:: Activity ::
Without including any pictures, write out all the entries exactly.

Given data Start Marker

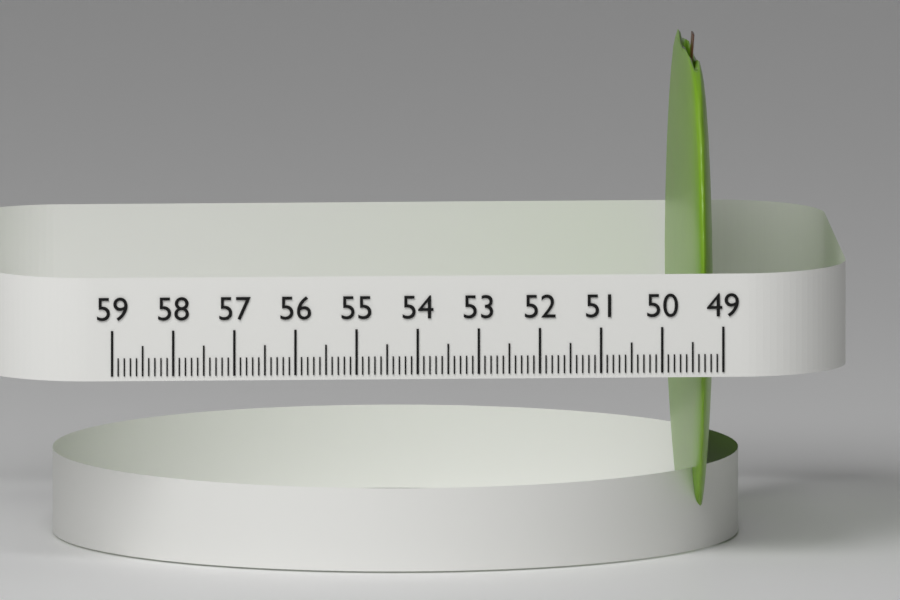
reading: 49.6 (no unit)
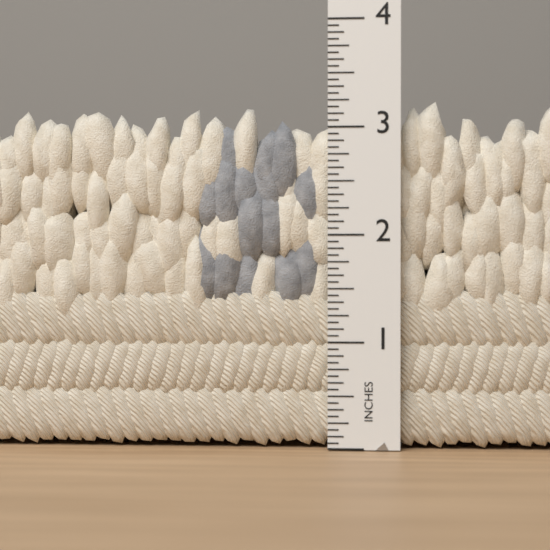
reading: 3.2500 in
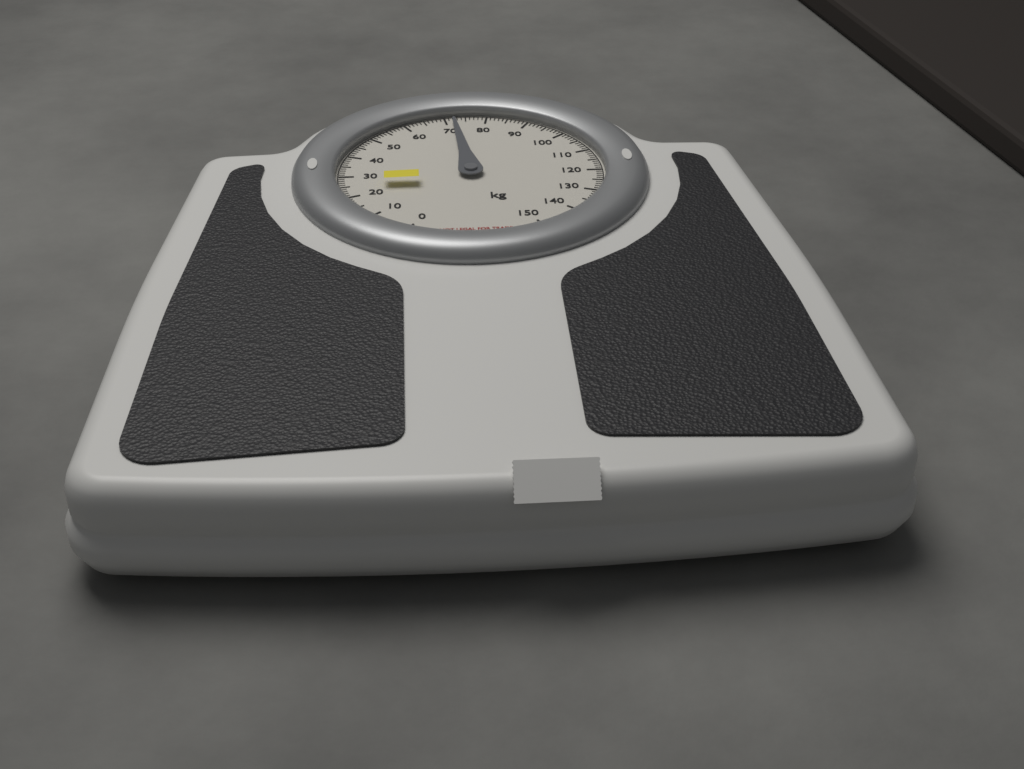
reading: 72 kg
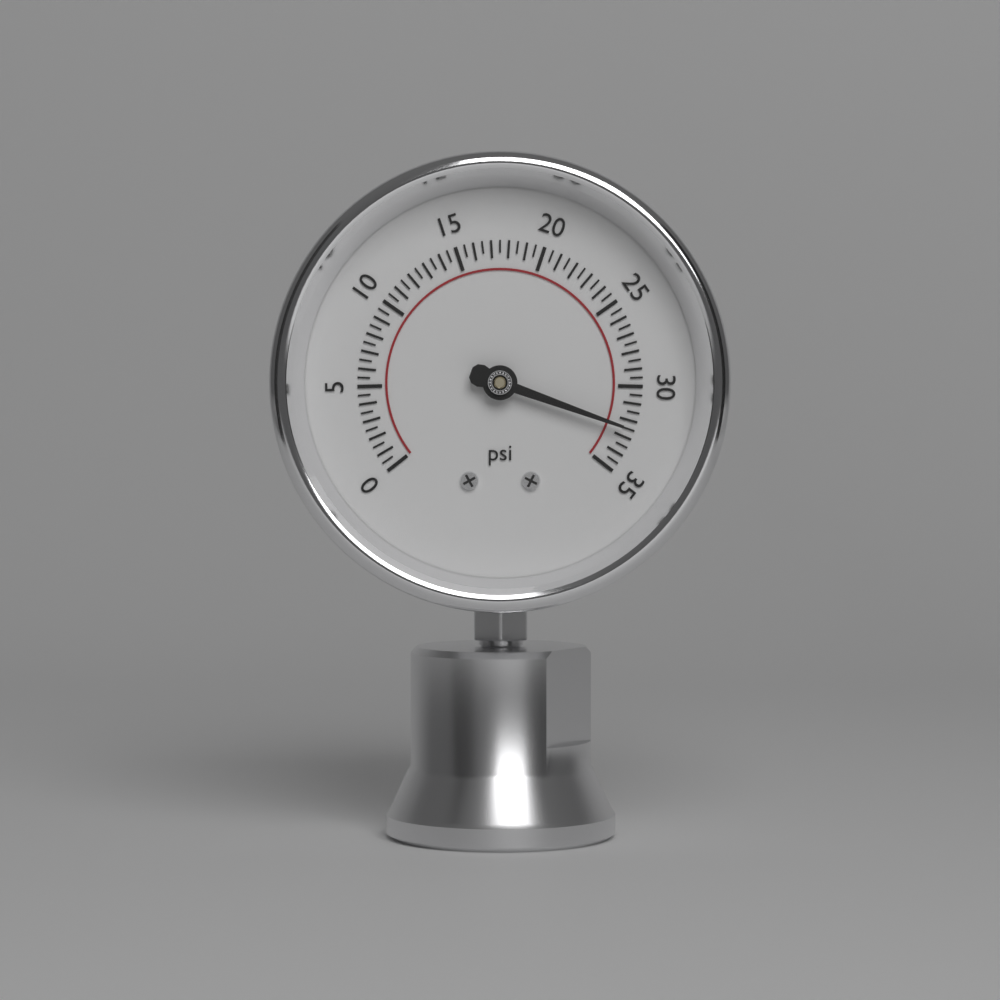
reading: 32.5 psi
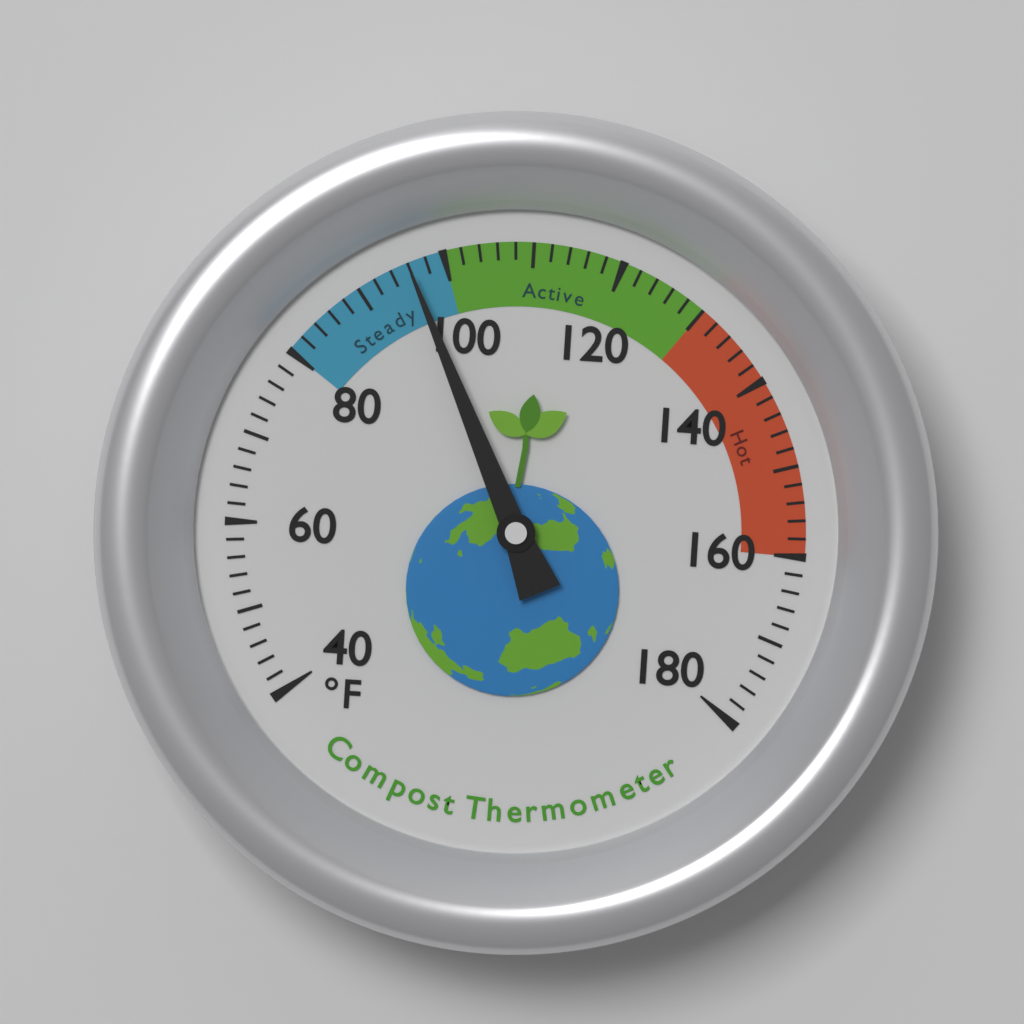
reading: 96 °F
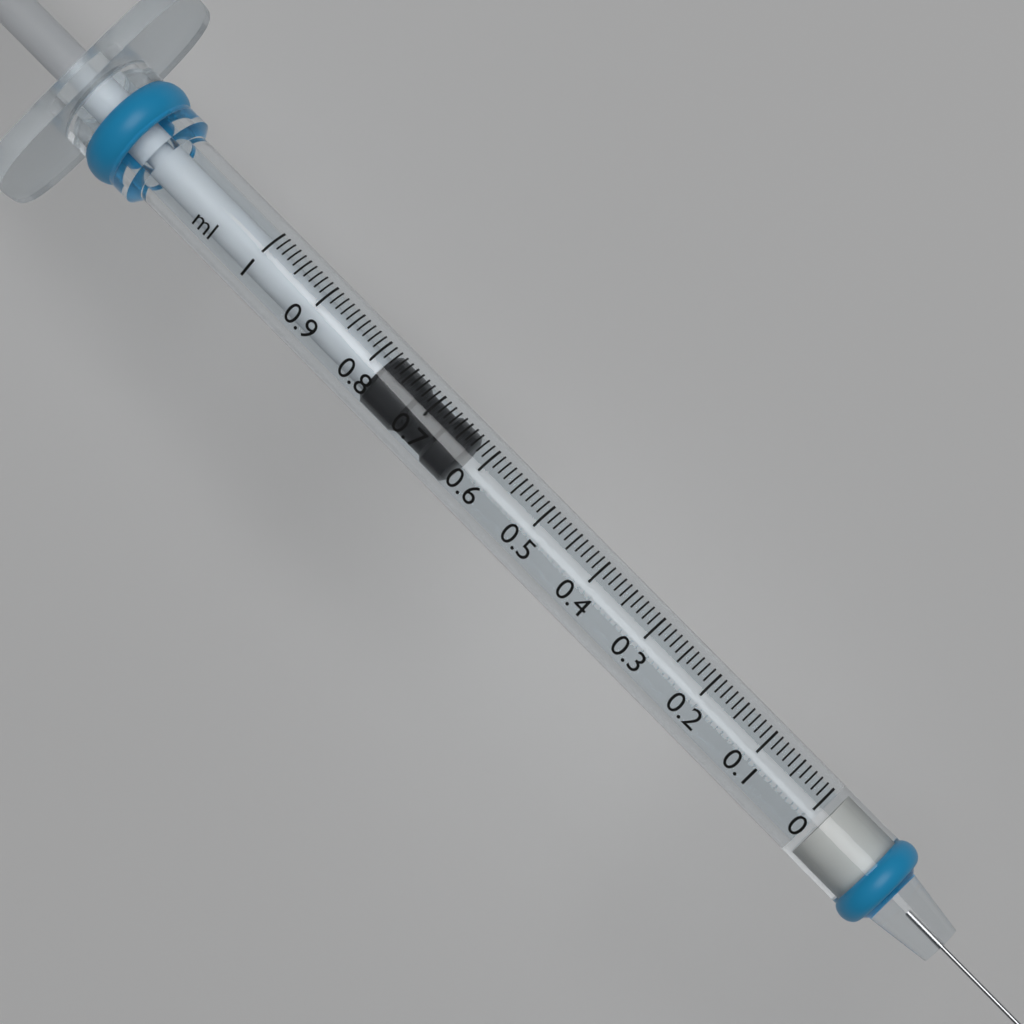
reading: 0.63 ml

Given data End Marker

:: Output of the task ::
reading: 49.6 (no unit)
reading: 3.2500 in
reading: 72 kg
reading: 32.5 psi
reading: 96 °F
reading: 0.63 ml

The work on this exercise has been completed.